Spotted Cucumber Beetle
craig_d
Registered Users Posts: 911 Major grins
I found this on the outside of my house yesterday. There are a couple more shots of the same critter in the gallery (here). It was extremely cooperative; it was just crawling slowly along, mostly toward me, and didn't mind being photographed at all.
The technique I've developed for hand-held shots of anything this small is to set the lens on manual focus at the minimum distance possible and then focus by moving the camera, or by focusing a little ahead of the beetle and waiting for him to crawl into focus. This seems to produce more in-focus shots than using AF due to the incredibly shallow DOF of macro shots and the difficulty of holding perfectly still long enough to lock focus and take the shot. The slowness of my Tokina macro's AF may have something to do with this, though. I'd love to try the new Canon IS macro.
C&C welcome.
Canon EOS 5D Mark II
Tokina AT-X M100 AF PRO D 100mm f/2.8 macro lens
Canon MR-14EX Macro Ring Lite
1/100 sec. at f/11, ISO 100
The technique I've developed for hand-held shots of anything this small is to set the lens on manual focus at the minimum distance possible and then focus by moving the camera, or by focusing a little ahead of the beetle and waiting for him to crawl into focus. This seems to produce more in-focus shots than using AF due to the incredibly shallow DOF of macro shots and the difficulty of holding perfectly still long enough to lock focus and take the shot. The slowness of my Tokina macro's AF may have something to do with this, though. I'd love to try the new Canon IS macro.
C&C welcome.
Canon EOS 5D Mark II
Tokina AT-X M100 AF PRO D 100mm f/2.8 macro lens
Canon MR-14EX Macro Ring Lite
1/100 sec. at f/11, ISO 100
0
Comments
Brian V.
http://www.flickr.com/photos/lordv/
http://www.lordv.smugmug.com/
However, this sort of shot really fuels my desire for an MP-E 65... this image is actually a fairly tight crop. Even a 1:1 macro lens can't really get close to something this small. I suppose extension tubes would help, but probably not enough.
Got bored with digital and went back to film.
extension tubes on your 100mm would make a big difference
should get x2 magnification on crop sensor, so a little cropping would not be a problem with your full frame sensor.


- WHAT YOU HAVE TO DO
Count up the lines below that hold "plant", then give that count by itself.

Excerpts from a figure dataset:

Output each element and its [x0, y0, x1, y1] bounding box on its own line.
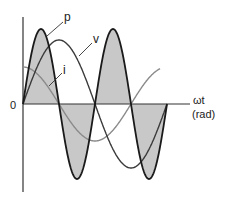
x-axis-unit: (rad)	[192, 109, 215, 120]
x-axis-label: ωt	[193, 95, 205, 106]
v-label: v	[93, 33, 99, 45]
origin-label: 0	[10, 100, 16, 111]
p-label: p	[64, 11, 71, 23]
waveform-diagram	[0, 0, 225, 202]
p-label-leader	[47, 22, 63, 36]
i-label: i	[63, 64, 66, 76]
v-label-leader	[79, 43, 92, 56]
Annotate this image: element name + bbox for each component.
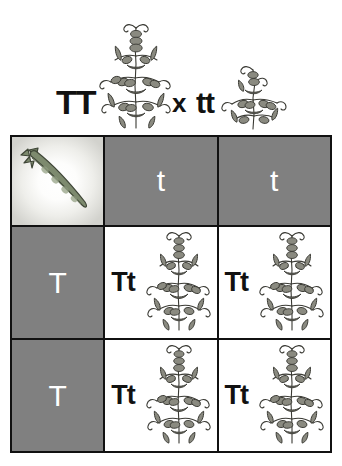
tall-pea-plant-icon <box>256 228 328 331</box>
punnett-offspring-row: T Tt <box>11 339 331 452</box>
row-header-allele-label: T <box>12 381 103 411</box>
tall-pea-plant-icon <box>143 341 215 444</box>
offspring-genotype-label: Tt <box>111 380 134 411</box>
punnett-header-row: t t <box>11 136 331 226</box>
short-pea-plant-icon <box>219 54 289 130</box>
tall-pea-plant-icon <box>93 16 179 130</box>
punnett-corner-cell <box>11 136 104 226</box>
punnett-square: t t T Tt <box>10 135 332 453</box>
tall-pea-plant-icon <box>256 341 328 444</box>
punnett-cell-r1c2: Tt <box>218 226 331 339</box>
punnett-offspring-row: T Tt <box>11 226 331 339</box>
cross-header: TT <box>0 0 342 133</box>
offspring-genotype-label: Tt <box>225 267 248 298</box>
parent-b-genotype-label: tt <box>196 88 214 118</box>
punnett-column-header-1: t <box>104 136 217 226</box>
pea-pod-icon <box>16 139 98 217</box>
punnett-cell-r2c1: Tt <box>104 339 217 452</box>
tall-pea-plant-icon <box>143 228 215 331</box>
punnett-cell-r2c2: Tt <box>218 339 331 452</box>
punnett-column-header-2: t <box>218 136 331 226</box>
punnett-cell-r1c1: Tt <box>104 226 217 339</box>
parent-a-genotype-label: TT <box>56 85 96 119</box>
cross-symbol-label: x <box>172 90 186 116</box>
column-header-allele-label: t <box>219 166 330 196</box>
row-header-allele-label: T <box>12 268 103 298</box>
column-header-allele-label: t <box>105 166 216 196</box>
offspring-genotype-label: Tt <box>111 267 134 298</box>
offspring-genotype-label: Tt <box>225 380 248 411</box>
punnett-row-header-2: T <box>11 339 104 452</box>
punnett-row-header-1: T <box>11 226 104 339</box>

- EXPECTED ANSWER
6